Guggenheim museum | Abu Dhabi

The Guggenheim Abu Dhabi, designed by internationally renowned American architect Frank Gehry, is an experiment in inventive 21st-century museum design. The building defines a new approach to the museum visitor experience and presents an innovative vision for viewing contemporary art in the context of a desert landscape.
Currently under development, the new 450,000-square-foot museum is situated on a peninsula at the northwestern tip of Saadiyat Island adjacent to Abu Dhabi in the United Arab Emirates. The building site also serves as a manmade breakwater configured to protect the island’s pristine north beach zone.
The Gehry concept for the Guggenheim Abu Dhabi features permanent collection and special exhibitions galleries; a center for art and technology; a center for contemporary Arab, Islamic, and Middle Eastern culture; an education facility; a research center; and a state-of-the-art conservation laboratory. This museum will be the Guggenheim Foundation’s largest facility.

“Approaching the design of the museum for Abu Dhabi made it possible to consider options for design of a building that would not be possible in the United States or in Europe. It was clear from the beginning that this had to be a new invention. The landscape, the opportunity, the requirement, to build something that people all over the world would come to and the possible resource to accomplish it opened tracks that were not likely to be considered anywhere else. The site itself, virtually on the water or close to the water on all sides, in a desert landscape with the beautiful sea and the light quality of the place suggested some of the direction.”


■ Exercise instructions ■
Repeat only part of the entries. Start at the line that has "Guide me to chair." and keep going through the last line, exactly as given.

Saved data entries:
◇ ◇ ◇

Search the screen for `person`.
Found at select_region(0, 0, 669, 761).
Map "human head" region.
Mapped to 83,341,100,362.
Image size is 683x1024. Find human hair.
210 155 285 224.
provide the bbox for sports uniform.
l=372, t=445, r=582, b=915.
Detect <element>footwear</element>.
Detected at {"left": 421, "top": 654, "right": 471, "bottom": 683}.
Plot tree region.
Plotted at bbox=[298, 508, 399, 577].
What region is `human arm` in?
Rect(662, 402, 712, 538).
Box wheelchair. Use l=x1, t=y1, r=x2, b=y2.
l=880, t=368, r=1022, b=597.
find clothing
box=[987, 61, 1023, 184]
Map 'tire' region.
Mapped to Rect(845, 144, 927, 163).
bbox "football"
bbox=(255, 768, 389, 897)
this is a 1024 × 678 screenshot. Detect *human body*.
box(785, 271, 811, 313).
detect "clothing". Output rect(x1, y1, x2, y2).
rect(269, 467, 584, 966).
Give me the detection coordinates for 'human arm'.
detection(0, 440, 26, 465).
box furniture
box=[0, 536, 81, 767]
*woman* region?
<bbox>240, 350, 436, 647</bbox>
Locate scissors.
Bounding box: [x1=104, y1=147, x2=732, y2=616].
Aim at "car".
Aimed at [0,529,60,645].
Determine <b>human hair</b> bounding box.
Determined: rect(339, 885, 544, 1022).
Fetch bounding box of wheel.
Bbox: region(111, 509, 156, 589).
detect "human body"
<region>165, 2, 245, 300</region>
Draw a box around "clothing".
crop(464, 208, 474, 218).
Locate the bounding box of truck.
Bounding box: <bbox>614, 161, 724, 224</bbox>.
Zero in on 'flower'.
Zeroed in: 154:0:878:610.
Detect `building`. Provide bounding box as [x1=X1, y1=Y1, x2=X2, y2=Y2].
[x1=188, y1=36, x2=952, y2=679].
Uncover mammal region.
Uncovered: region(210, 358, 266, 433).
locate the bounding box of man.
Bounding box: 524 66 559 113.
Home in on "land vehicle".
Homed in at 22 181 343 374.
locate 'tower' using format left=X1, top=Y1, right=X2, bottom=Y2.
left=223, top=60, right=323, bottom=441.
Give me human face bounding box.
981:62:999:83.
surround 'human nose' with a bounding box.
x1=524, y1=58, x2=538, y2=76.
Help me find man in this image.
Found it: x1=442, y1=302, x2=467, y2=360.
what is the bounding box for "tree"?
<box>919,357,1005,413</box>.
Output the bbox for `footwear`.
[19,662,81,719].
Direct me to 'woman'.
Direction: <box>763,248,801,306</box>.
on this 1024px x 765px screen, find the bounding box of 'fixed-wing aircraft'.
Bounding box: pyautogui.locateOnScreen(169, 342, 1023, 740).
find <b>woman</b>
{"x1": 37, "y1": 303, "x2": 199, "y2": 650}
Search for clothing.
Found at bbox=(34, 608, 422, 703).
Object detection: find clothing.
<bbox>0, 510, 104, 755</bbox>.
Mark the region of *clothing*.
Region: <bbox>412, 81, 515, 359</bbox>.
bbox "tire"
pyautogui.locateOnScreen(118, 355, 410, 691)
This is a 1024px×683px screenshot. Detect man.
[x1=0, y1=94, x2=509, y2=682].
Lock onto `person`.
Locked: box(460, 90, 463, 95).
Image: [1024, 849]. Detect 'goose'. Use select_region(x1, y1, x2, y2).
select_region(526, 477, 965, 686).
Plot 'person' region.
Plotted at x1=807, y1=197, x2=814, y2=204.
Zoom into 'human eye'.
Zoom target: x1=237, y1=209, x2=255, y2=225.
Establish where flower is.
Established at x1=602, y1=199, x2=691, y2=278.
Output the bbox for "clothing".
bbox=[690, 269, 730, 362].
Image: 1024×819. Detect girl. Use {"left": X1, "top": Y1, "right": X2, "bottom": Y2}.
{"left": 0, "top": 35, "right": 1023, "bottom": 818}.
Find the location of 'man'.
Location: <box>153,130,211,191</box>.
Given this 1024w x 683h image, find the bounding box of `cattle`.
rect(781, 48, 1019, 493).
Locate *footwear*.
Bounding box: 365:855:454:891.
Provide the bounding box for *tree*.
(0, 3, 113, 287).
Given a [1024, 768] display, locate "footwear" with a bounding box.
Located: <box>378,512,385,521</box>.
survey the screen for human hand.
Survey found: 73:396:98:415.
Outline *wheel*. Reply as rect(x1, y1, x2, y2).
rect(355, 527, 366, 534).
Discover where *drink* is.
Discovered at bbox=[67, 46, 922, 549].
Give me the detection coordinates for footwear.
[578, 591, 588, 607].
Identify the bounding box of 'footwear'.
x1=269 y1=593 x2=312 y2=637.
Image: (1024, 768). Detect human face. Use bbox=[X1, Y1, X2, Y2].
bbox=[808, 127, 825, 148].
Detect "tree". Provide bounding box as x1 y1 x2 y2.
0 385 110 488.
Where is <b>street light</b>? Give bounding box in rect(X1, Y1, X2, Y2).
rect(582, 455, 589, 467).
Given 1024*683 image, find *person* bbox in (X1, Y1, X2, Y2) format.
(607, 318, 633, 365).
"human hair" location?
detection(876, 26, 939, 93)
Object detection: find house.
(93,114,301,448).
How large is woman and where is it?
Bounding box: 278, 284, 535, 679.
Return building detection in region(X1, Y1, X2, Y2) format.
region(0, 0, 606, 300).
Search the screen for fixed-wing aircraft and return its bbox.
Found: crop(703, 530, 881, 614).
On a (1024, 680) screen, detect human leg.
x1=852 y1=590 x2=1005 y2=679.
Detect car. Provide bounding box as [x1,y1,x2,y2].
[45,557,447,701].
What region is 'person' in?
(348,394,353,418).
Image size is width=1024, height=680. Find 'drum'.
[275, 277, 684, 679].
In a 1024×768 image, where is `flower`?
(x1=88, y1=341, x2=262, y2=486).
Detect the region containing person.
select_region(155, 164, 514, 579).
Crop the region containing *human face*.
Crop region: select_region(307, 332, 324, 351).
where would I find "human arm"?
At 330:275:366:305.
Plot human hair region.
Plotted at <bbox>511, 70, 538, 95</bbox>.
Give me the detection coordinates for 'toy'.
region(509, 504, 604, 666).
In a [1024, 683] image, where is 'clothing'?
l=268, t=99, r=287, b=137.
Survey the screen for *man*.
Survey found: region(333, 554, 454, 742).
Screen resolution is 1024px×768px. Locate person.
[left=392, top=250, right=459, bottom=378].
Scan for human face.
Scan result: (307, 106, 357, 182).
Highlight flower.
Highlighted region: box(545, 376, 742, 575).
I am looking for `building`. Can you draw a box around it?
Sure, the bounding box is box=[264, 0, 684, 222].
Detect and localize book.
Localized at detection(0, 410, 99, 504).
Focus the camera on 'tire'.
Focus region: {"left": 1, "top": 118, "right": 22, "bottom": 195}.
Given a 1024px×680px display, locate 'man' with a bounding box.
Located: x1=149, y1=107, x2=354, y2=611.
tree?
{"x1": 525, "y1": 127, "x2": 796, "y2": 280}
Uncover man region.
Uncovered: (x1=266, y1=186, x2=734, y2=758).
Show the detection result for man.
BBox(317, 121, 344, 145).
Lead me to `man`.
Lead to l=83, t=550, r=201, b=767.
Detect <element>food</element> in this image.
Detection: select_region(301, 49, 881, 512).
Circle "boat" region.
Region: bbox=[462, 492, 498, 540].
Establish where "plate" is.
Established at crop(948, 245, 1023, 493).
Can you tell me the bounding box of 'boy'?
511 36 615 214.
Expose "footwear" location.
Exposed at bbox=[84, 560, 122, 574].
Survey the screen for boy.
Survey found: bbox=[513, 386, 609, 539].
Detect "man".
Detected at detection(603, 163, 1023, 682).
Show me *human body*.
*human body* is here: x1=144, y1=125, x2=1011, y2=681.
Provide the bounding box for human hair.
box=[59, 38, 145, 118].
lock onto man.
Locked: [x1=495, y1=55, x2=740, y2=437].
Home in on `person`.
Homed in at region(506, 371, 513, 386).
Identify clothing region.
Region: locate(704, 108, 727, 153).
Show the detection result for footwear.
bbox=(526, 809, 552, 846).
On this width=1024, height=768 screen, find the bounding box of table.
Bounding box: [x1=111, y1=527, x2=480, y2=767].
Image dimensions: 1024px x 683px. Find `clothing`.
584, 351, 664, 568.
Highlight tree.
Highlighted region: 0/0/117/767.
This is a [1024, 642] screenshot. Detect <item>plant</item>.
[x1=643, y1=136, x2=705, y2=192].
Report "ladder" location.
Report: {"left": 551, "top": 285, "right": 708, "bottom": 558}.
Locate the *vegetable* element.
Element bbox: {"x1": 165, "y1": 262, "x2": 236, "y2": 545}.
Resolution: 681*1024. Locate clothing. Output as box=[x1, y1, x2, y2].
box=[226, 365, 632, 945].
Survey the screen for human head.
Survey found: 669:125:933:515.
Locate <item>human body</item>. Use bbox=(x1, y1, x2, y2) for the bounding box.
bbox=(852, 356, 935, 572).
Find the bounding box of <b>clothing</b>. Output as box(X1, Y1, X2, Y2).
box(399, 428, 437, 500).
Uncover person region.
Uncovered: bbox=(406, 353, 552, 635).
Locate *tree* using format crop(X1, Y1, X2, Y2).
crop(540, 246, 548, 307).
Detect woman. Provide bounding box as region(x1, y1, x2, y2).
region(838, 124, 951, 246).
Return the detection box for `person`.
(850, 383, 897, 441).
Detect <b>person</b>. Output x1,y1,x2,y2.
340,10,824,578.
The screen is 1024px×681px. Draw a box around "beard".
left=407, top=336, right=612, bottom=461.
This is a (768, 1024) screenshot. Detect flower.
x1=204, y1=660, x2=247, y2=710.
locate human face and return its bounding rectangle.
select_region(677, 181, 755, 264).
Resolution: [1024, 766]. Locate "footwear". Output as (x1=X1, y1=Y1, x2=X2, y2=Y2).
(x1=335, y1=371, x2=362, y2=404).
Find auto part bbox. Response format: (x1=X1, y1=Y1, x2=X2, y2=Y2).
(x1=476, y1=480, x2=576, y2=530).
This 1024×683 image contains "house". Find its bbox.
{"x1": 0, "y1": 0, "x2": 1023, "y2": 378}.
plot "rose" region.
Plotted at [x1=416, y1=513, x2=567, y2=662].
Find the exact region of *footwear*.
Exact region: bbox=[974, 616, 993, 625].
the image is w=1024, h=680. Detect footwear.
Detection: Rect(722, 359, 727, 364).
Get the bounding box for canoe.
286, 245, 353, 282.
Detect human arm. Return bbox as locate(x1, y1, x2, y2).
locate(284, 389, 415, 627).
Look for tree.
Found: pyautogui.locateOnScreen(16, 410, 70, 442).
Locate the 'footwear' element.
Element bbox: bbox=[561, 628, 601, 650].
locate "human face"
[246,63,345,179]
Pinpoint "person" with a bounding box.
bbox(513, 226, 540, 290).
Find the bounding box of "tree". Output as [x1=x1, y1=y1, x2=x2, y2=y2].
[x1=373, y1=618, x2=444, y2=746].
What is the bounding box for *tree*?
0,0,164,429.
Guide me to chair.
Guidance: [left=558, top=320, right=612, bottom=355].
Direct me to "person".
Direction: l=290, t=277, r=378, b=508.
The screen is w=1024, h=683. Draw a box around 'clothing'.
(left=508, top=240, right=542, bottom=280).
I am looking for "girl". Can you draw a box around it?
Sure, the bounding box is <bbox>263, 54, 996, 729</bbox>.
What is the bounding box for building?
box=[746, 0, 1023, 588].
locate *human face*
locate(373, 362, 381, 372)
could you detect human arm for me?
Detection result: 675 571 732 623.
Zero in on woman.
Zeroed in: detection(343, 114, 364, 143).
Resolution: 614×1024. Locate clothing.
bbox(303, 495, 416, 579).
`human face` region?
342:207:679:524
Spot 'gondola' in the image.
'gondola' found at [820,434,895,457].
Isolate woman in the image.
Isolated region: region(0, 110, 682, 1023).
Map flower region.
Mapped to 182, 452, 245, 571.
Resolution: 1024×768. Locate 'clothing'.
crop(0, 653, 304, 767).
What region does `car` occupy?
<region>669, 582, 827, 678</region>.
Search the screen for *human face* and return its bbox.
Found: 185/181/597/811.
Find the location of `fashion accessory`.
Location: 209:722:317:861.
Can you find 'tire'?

◇ ◇ ◇

■ Answer box ■
Guide me to chair.
Guidance: [left=558, top=320, right=612, bottom=355].
Direct me to "person".
Direction: l=290, t=277, r=378, b=508.
The screen is w=1024, h=683. Draw a box around 'clothing'.
(left=508, top=240, right=542, bottom=280).
I am looking for "girl". Can you draw a box around it?
Sure, the bounding box is <bbox>263, 54, 996, 729</bbox>.
What is the bounding box for building?
box=[746, 0, 1023, 588].
locate *human face*
locate(373, 362, 381, 372)
could you detect human arm for me?
Detection result: 675 571 732 623.
Zero in on woman.
Zeroed in: detection(343, 114, 364, 143).
Resolution: 614×1024. Locate clothing.
bbox(303, 495, 416, 579).
`human face` region?
342:207:679:524
Spot 'gondola' in the image.
'gondola' found at [820,434,895,457].
Isolate woman in the image.
Isolated region: region(0, 110, 682, 1023).
Map flower region.
Mapped to 182, 452, 245, 571.
Resolution: 1024×768. Locate 'clothing'.
crop(0, 653, 304, 767).
What region does `car` occupy?
<region>669, 582, 827, 678</region>.
Search the screen for *human face* and return its bbox.
Found: 185/181/597/811.
Find the location of `fashion accessory`.
Location: 209:722:317:861.
Can you find 'tire'?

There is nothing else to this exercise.